Kudos to mid-tier vendor IFS and Cindy Jutras' new consultancy for doing some actual hard research on the impact of all this ERP graveyard business. They surveyed 200+ executives at manufacturing companies, and found some interesting data points on how all this M&A activity is actually playing out with real customers.
IFS' summary here, full PDF here. Cindy's blog writeup is here.
A lot of the findings tend to reinforce what a lot of us have intuited for some time ... but for me the real takeaway was the weakness of M&A as a long-term business model in ERP. I think of it as the difference between a short-term banking transaction (i.e. buying generic captive revenue streams for a couple of years) and a long-term customer retention strategy.
To pick on my favorite whipping boy, what is the (latest) long-term product strategy for a company like Infor? Are they going to make a real effort to rationalize all these disparate products, and provide a go-forward platform for all the customers they've acquired? Here, to me, is the key data point in the IFS/Jutras study. Of companies whose software vendor had been acquired, they asked about their software plans after the acquisition:
That's why we're seeing such a dramatic uptick in interest in open source ERP at companies like xTuple. Our users - whether they're community members using the totally free version, or commercial customers using one of its big siblings - are in control of their own destinies. They don't have to worry about picking up the Wall Street Journal one morning and seeing that their software partner has been gobbled up by EPINFORACLE. They have the source code, no matter what - and they are members of a thriving global community of users that is bigger than any one company.
IFS' summary here, full PDF here.
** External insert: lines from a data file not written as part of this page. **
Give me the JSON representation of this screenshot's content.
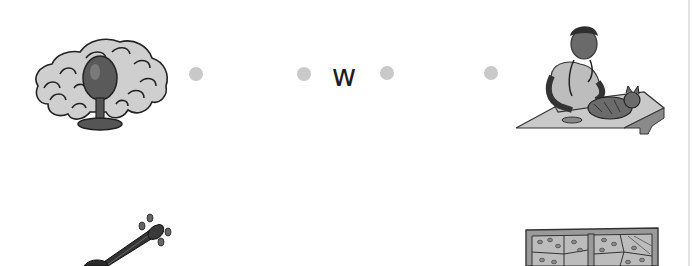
{
  "worksheet": {
    "row1": {
      "left_picture": {
        "name": "wig",
        "icon": "wig-on-stand-icon"
      },
      "letter": "w",
      "right_picture": {
        "name": "vet",
        "icon": "vet-examining-cat-icon"
      }
    },
    "row2": {
      "left_picture": {
        "name": "violin",
        "icon": "violin-icon"
      },
      "right_picture": {
        "name": "window",
        "icon": "window-icon"
      }
    }
  },
  "colors": {
    "dot": "#c9c9c9",
    "letter": "#1e1e1e",
    "background": "#ffffff"
  }
}
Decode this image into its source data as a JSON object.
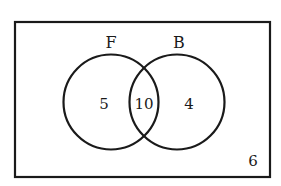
{
  "diagram": {
    "type": "venn",
    "sets": [
      {
        "label": "F",
        "only_count": "5"
      },
      {
        "label": "B",
        "only_count": "4"
      }
    ],
    "intersection_count": "10",
    "outside_count": "6"
  },
  "colors": {
    "stroke": "#1a1a1a",
    "background": "#ffffff"
  }
}
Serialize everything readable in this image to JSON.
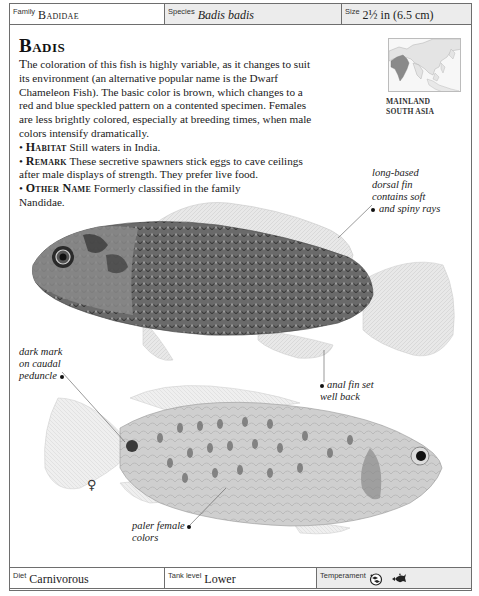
{
  "header": {
    "family_label": "Family",
    "family_value": "Badidae",
    "species_label": "Species",
    "species_value": "Badis badis",
    "size_label": "Size",
    "size_value": "2½ in (6.5 cm)"
  },
  "entry": {
    "title": "Badis",
    "description_lead": "T",
    "description": "he coloration of this fish is highly variable, as it changes to suit its environment (an alternative popular name is the Dwarf Chameleon Fish). The basic color is brown, which changes to a red and blue speckled pattern on a contented specimen. Females are less brightly colored, especially at breeding times, when male colors intensify dramatically.",
    "bullets": [
      {
        "keyword": "Habitat",
        "text": "Still waters in India."
      },
      {
        "keyword": "Remark",
        "text": "These secretive spawners stick eggs to cave ceilings after male displays of strength. They prefer live food."
      },
      {
        "keyword": "Other Name",
        "text": "Formerly classified in the family Nandidae."
      }
    ]
  },
  "map": {
    "caption_line1": "MAINLAND",
    "caption_line2": "SOUTH ASIA"
  },
  "annotations": {
    "dorsal_fin": [
      "long-based",
      "dorsal fin",
      "contains soft",
      "and spiny rays"
    ],
    "caudal_mark": [
      "dark mark",
      "on caudal",
      "peduncle"
    ],
    "anal_fin": [
      "anal fin set",
      "well back"
    ],
    "female_colors": [
      "paler female",
      "colors"
    ],
    "female_symbol": "♀"
  },
  "footer": {
    "diet_label": "Diet",
    "diet_value": "Carnivorous",
    "tank_label": "Tank level",
    "tank_value": "Lower",
    "temperament_label": "Temperament",
    "temperament_icons": [
      "community-fish-icon",
      "territorial-fish-icon"
    ]
  },
  "colors": {
    "border": "#6e6e6e",
    "cell_gray": "#ececec",
    "map_region": "#8a8a8a"
  }
}
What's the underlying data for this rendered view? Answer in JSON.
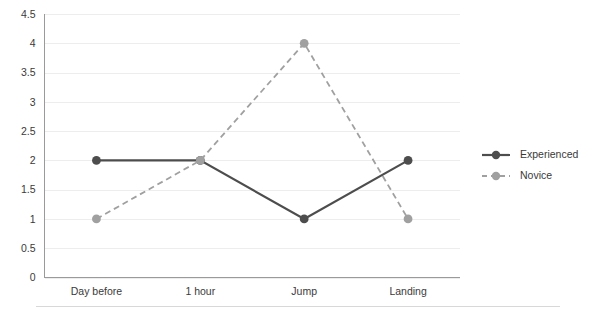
{
  "chart_data": {
    "type": "line",
    "title": "",
    "subtitle": "",
    "xlabel": "",
    "ylabel": "",
    "categories": [
      "Day before",
      "1 hour",
      "Jump",
      "Landing"
    ],
    "series": [
      {
        "name": "Experienced",
        "values": [
          2,
          2,
          1,
          2
        ],
        "color": "#4d4d4d",
        "linestyle": "solid",
        "marker": "circle"
      },
      {
        "name": "Novice",
        "values": [
          1,
          2,
          4,
          1
        ],
        "color": "#a0a0a0",
        "linestyle": "dashed",
        "marker": "circle"
      }
    ],
    "ylim": [
      0,
      4.5
    ],
    "yticks": [
      "0",
      "0.5",
      "1",
      "1.5",
      "2",
      "2.5",
      "3",
      "3.5",
      "4",
      "4.5"
    ],
    "ytick_values": [
      0,
      0.5,
      1,
      1.5,
      2,
      2.5,
      3,
      3.5,
      4,
      4.5
    ],
    "grid": true,
    "grid_axis": "y",
    "legend": {
      "position": "right",
      "entries": [
        {
          "label": "Experienced",
          "color": "#4d4d4d",
          "linestyle": "solid"
        },
        {
          "label": "Novice",
          "color": "#a0a0a0",
          "linestyle": "dashed"
        }
      ]
    },
    "colors": {
      "background": "#ffffff",
      "grid": "#ededed",
      "axis": "#9a9a9a",
      "text": "#3a3a3a",
      "experienced": "#4d4d4d",
      "novice": "#a0a0a0"
    }
  }
}
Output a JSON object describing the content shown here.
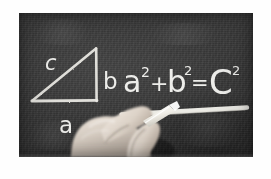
{
  "scene": {
    "kind": "photograph",
    "subject": "blackboard-pythagorean-theorem",
    "caption_alt": "Hand writing the Pythagorean theorem on a blackboard with chalk"
  },
  "colors": {
    "page_background": "#ffffff",
    "board_background": "#3a3a3a",
    "chalk": "#ededea",
    "hand_skin": "#d8cfc6",
    "chalk_stick": "#f2f0ea"
  },
  "board": {
    "frame": {
      "x": 19,
      "y": 13,
      "width": 234,
      "height": 144
    }
  },
  "diagram": {
    "name": "right-triangle",
    "vertices": {
      "apex": [
        77,
        35
      ],
      "bottom_right": [
        77,
        87
      ],
      "bottom_left": [
        13,
        87
      ]
    },
    "labels": [
      {
        "id": "label-c",
        "text": "c",
        "side": "hypotenuse",
        "x": 30,
        "y": 50
      },
      {
        "id": "label-b",
        "text": "b",
        "side": "vertical-leg",
        "x": 88,
        "y": 68
      },
      {
        "id": "label-a",
        "text": "a",
        "side": "horizontal-leg",
        "x": 45,
        "y": 112
      }
    ]
  },
  "equation": {
    "full_text": "a² + b² = c²",
    "terms": [
      {
        "id": "term-a",
        "base": "a",
        "exponent": "2"
      },
      {
        "id": "operator-plus",
        "symbol": "+"
      },
      {
        "id": "term-b",
        "base": "b",
        "exponent": "2"
      },
      {
        "id": "operator-equals",
        "symbol": "="
      },
      {
        "id": "term-c",
        "base": "C",
        "exponent": "2"
      }
    ],
    "underline": {
      "present": true,
      "style": "thick-chalk-stroke"
    }
  },
  "hand": {
    "present": true,
    "description": "hand-holding-chalk",
    "chalk": {
      "present": true,
      "angle_deg": 45
    }
  }
}
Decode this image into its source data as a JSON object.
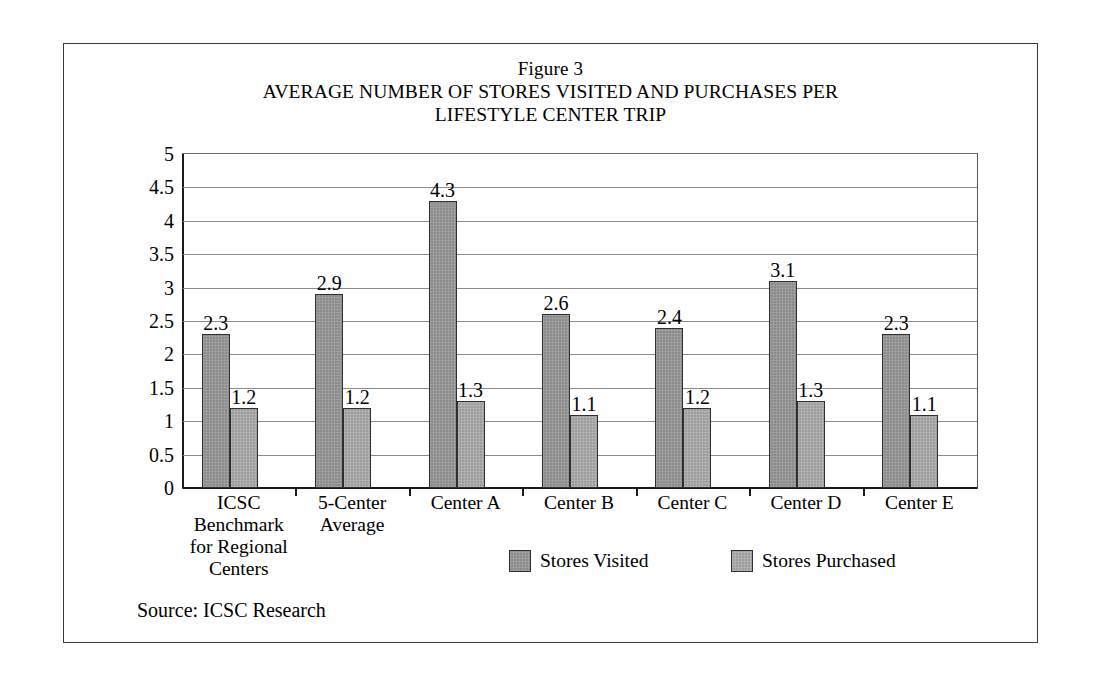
{
  "figure": {
    "number_label": "Figure 3",
    "title_lines": [
      "AVERAGE NUMBER OF STORES VISITED AND PURCHASES PER",
      "LIFESTYLE CENTER TRIP"
    ],
    "source_note": "Source: ICSC Research"
  },
  "colors": {
    "series_visited": "#8b8b8b",
    "series_purchased": "#9d9d9d",
    "bar_outline": "#2e2e2e",
    "gridline": "#8a8a8e",
    "axis": "#1a1a1a",
    "frame": "#3a3a3a",
    "background": "#ffffff",
    "text": "#000000"
  },
  "chart_data": {
    "type": "bar",
    "subtitle": "Figure 3",
    "xlabel": "",
    "ylabel": "",
    "ylim": [
      0,
      5
    ],
    "ytick_labels": [
      "5",
      "4.5",
      "4",
      "3.5",
      "3",
      "2.5",
      "2",
      "1.5",
      "1",
      "0.5",
      "0"
    ],
    "ytick_values": [
      5,
      4.5,
      4,
      3.5,
      3,
      2.5,
      2,
      1.5,
      1,
      0.5,
      0
    ],
    "grid": true,
    "grid_axis": "y",
    "legend_position": "bottom",
    "categories": [
      "ICSC Benchmark for Regional Centers",
      "5-Center Average",
      "Center A",
      "Center B",
      "Center C",
      "Center D",
      "Center E"
    ],
    "category_label_lines": [
      [
        "ICSC",
        "Benchmark",
        "for Regional",
        "Centers"
      ],
      [
        "5-Center",
        "Average"
      ],
      [
        "Center A"
      ],
      [
        "Center B"
      ],
      [
        "Center C"
      ],
      [
        "Center D"
      ],
      [
        "Center E"
      ]
    ],
    "series": [
      {
        "name": "Stores Visited",
        "color": "#8b8b8b",
        "values": [
          2.3,
          2.9,
          4.3,
          2.6,
          2.4,
          3.1,
          2.3
        ],
        "labels": [
          "2.3",
          "2.9",
          "4.3",
          "2.6",
          "2.4",
          "3.1",
          "2.3"
        ]
      },
      {
        "name": "Stores Purchased",
        "color": "#9d9d9d",
        "values": [
          1.2,
          1.2,
          1.3,
          1.1,
          1.2,
          1.3,
          1.1
        ],
        "labels": [
          "1.2",
          "1.2",
          "1.3",
          "1.1",
          "1.2",
          "1.3",
          "1.1"
        ]
      }
    ]
  },
  "legend": [
    {
      "label": "Stores Visited",
      "swatch": "series-0"
    },
    {
      "label": "Stores Purchased",
      "swatch": "series-1"
    }
  ]
}
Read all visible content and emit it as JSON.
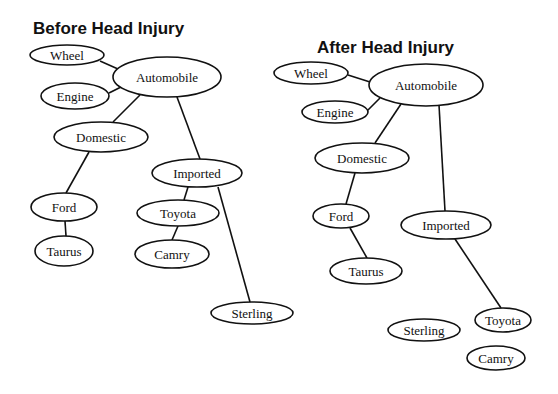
{
  "diagrams": [
    {
      "title": "Before Head Injury",
      "title_pos": [
        33,
        34
      ],
      "nodes": {
        "wheel": {
          "label": "Wheel",
          "cx": 67,
          "cy": 55,
          "rx": 37,
          "ry": 10
        },
        "automobile": {
          "label": "Automobile",
          "cx": 167,
          "cy": 77,
          "rx": 54,
          "ry": 20
        },
        "engine": {
          "label": "Engine",
          "cx": 75,
          "cy": 96,
          "rx": 34,
          "ry": 13
        },
        "domestic": {
          "label": "Domestic",
          "cx": 101,
          "cy": 137,
          "rx": 47,
          "ry": 15
        },
        "imported": {
          "label": "Imported",
          "cx": 197,
          "cy": 173,
          "rx": 45,
          "ry": 14
        },
        "ford": {
          "label": "Ford",
          "cx": 64,
          "cy": 207,
          "rx": 33,
          "ry": 14
        },
        "taurus": {
          "label": "Taurus",
          "cx": 64,
          "cy": 251,
          "rx": 29,
          "ry": 15
        },
        "toyota": {
          "label": "Toyota",
          "cx": 178,
          "cy": 213,
          "rx": 41,
          "ry": 13
        },
        "camry": {
          "label": "Camry",
          "cx": 172,
          "cy": 254,
          "rx": 37,
          "ry": 14
        },
        "sterling": {
          "label": "Sterling",
          "cx": 252,
          "cy": 313,
          "rx": 41,
          "ry": 11
        }
      },
      "edges": [
        {
          "from": "wheel",
          "to": "automobile",
          "x1": 100,
          "y1": 61,
          "x2": 118,
          "y2": 69
        },
        {
          "from": "engine",
          "to": "automobile",
          "x1": 109,
          "y1": 93,
          "x2": 121,
          "y2": 87
        },
        {
          "from": "automobile",
          "to": "domestic",
          "x1": 140,
          "y1": 95,
          "x2": 113,
          "y2": 122
        },
        {
          "from": "automobile",
          "to": "imported",
          "x1": 177,
          "y1": 97,
          "x2": 200,
          "y2": 159
        },
        {
          "from": "domestic",
          "to": "ford",
          "x1": 89,
          "y1": 152,
          "x2": 66,
          "y2": 193
        },
        {
          "from": "ford",
          "to": "taurus",
          "x1": 65,
          "y1": 221,
          "x2": 66,
          "y2": 236
        },
        {
          "from": "imported",
          "to": "toyota",
          "x1": 188,
          "y1": 187,
          "x2": 184,
          "y2": 200
        },
        {
          "from": "toyota",
          "to": "camry",
          "x1": 178,
          "y1": 226,
          "x2": 172,
          "y2": 240
        },
        {
          "from": "imported",
          "to": "sterling",
          "x1": 218,
          "y1": 187,
          "x2": 250,
          "y2": 302
        }
      ]
    },
    {
      "title": "After Head Injury",
      "title_pos": [
        317,
        53
      ],
      "nodes": {
        "wheel": {
          "label": "Wheel",
          "cx": 311,
          "cy": 73,
          "rx": 37,
          "ry": 11
        },
        "automobile": {
          "label": "Automobile",
          "cx": 426,
          "cy": 85,
          "rx": 57,
          "ry": 21
        },
        "engine": {
          "label": "Engine",
          "cx": 335,
          "cy": 112,
          "rx": 33,
          "ry": 11
        },
        "domestic": {
          "label": "Domestic",
          "cx": 362,
          "cy": 158,
          "rx": 47,
          "ry": 15
        },
        "ford": {
          "label": "Ford",
          "cx": 341,
          "cy": 216,
          "rx": 28,
          "ry": 12
        },
        "imported": {
          "label": "Imported",
          "cx": 446,
          "cy": 225,
          "rx": 45,
          "ry": 14
        },
        "taurus": {
          "label": "Taurus",
          "cx": 366,
          "cy": 271,
          "rx": 36,
          "ry": 13
        },
        "toyota": {
          "label": "Toyota",
          "cx": 503,
          "cy": 320,
          "rx": 28,
          "ry": 12
        },
        "sterling": {
          "label": "Sterling",
          "cx": 424,
          "cy": 330,
          "rx": 36,
          "ry": 11
        },
        "camry": {
          "label": "Camry",
          "cx": 496,
          "cy": 358,
          "rx": 29,
          "ry": 12
        }
      },
      "edges": [
        {
          "from": "wheel",
          "to": "automobile",
          "x1": 348,
          "y1": 75,
          "x2": 370,
          "y2": 82
        },
        {
          "from": "engine",
          "to": "automobile",
          "x1": 368,
          "y1": 110,
          "x2": 380,
          "y2": 98
        },
        {
          "from": "automobile",
          "to": "domestic",
          "x1": 401,
          "y1": 104,
          "x2": 375,
          "y2": 143
        },
        {
          "from": "automobile",
          "to": "imported",
          "x1": 439,
          "y1": 105,
          "x2": 445,
          "y2": 211
        },
        {
          "from": "domestic",
          "to": "ford",
          "x1": 355,
          "y1": 173,
          "x2": 346,
          "y2": 204
        },
        {
          "from": "ford",
          "to": "taurus",
          "x1": 350,
          "y1": 228,
          "x2": 367,
          "y2": 258
        },
        {
          "from": "imported",
          "to": "toyota",
          "x1": 455,
          "y1": 239,
          "x2": 501,
          "y2": 308
        }
      ]
    }
  ]
}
Cindy's blog writeup is here.
A lot of the findings tend to reinforce what a lot of us have intuited for some time ... but for me the real takeaway was the weakness of M&A as a long-term business model in ERP. I think of it as the difference between a short-term banking transaction (i.e. buying generic captive revenue streams for a couple of years) and a long-term customer retention strategy.
To pick on my favorite whipping boy, what is the (latest) long-term product strategy for a company like Infor? Are they going to make a real effort to rationalize all these disparate products, and provide a go-forward platform for all the customers they've acquired? Here, to me, is the key data point in the IFS/Jutras study. Of companies whose software vendor had been acquired, they asked about their software plans after the acquisition:
- 68% were still using the product, and planned to continue doing so. These are the "banking" customers.
- 14% were still using it, but planned to replace it through a competitive process.
- 10% were no longer using it, and had replaced it with a product from a competing vendor.
- Only 8% had followed, or planned to follow, the acquiring vendor's upgrade recommendation.
That's why we're seeing such a dramatic uptick in interest in open source ERP at companies like xTuple. Our users - whether they're community members using the totally free version, or commercial customers using one of its big siblings - are in control of their own destinies. They don't have to worry about picking up the Wall Street Journal one morning and seeing that their software partner has been gobbled up by EPINFORACLE. They have the source code, no matter what - and they are members of a thriving global community of users that is bigger than any one company.